Media

UTV chief disses switchover plan, and Global chief Tabor

By | Published on Thursday 29 October 2009

The head of TalkSport owning UTV Radio, Scott Taunton, has told the Guardian that the government’s target for switching off AM and FM radio services – currently 2015 – is just a little bit loony.

Asked about the government’s aims for turning the UK’s radio listeners over to digital and internet services in six years, Taunton told the paper: “I don’t think there is anyone who genuinely believes 2015 is realistic”, adding that the proposals were “over-ambitious to the point of being farcical”.

Expanding on the point, he explained: “DAB [the primary digital network] is not necessarily a next-generation service. There is already DAB-plus, and in order to launch DAB-plus in the UK you would have to make the vast bulk of DAB sets redundant. The future at the moment is FM – the next generation is about iPhones with FM receivers”.

Taunton added that general commercial radio support for the 2015 deadline was being driven by his biggest competitor, Global Radio. They, he says, are supporting a fast move to DAB because – if digital was to be delayed for a significant time – certain existing FM licences would have to be re-auctioned off as existing franchises run out. Among them the valuable Classic FM licence owned by Global. The big guys of commercial radio, therefore, the UTV man argues, want a quick switch to DAB to ensure they don’t lose one of their most valuable outputs. But a quick switch would, Scott says, “be wrong for the industry and wrong for the taxpayer”.
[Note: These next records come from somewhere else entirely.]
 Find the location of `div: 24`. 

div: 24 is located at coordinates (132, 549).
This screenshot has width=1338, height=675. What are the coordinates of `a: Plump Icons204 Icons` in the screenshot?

Taunton’s dislike for Global is no secret, of course, and his recent decision to quit commercial radio trade body RadioCentre was over allegations Global management were too dominant within the cross-industry organisation. Taunton’s professional grievances with Global are at least partly down to a personal dislike for the boss of the relatively young but very big radio firm – Mr Ashley Tabor.

Noting that the Global chief’s sudden elevation to the biggest player in commercial radio was only possible because of his billionaire father’s money, which was used to acquire Chrysalis and GCap, Taunton dismisses Tabor as a “rich man’s son”. He continues: “He is a guy who is used to getting his own way. He isn’t from the same school of business, the same school of negotiation, that I am. Don’t get me wrong, he is a very clever guy but a very stubborn individual when it comes to negotiations. On a day-to-day basis I was not prepared to sit around an industry body with Ashley”.

The Guardian note that Tabor isn’t that keen on Taunton either. His response reads: “We believe it is utterly ridiculous for UTV plc to support an emotive and personal position taken by one of its executives, that must ultimately impact on its profitability. For UTV or any other small radio group not to align themselves with the RadioCentre in the drive to digital is tantamount to commercial suicide”.

Not sure what we should make from all that, though I do like it when rival business execs get bitchy, so let’s hope there’s plenty more briefing and counter-briefing between the two radio firms as the government’s plans for a digital radio future go through parliament.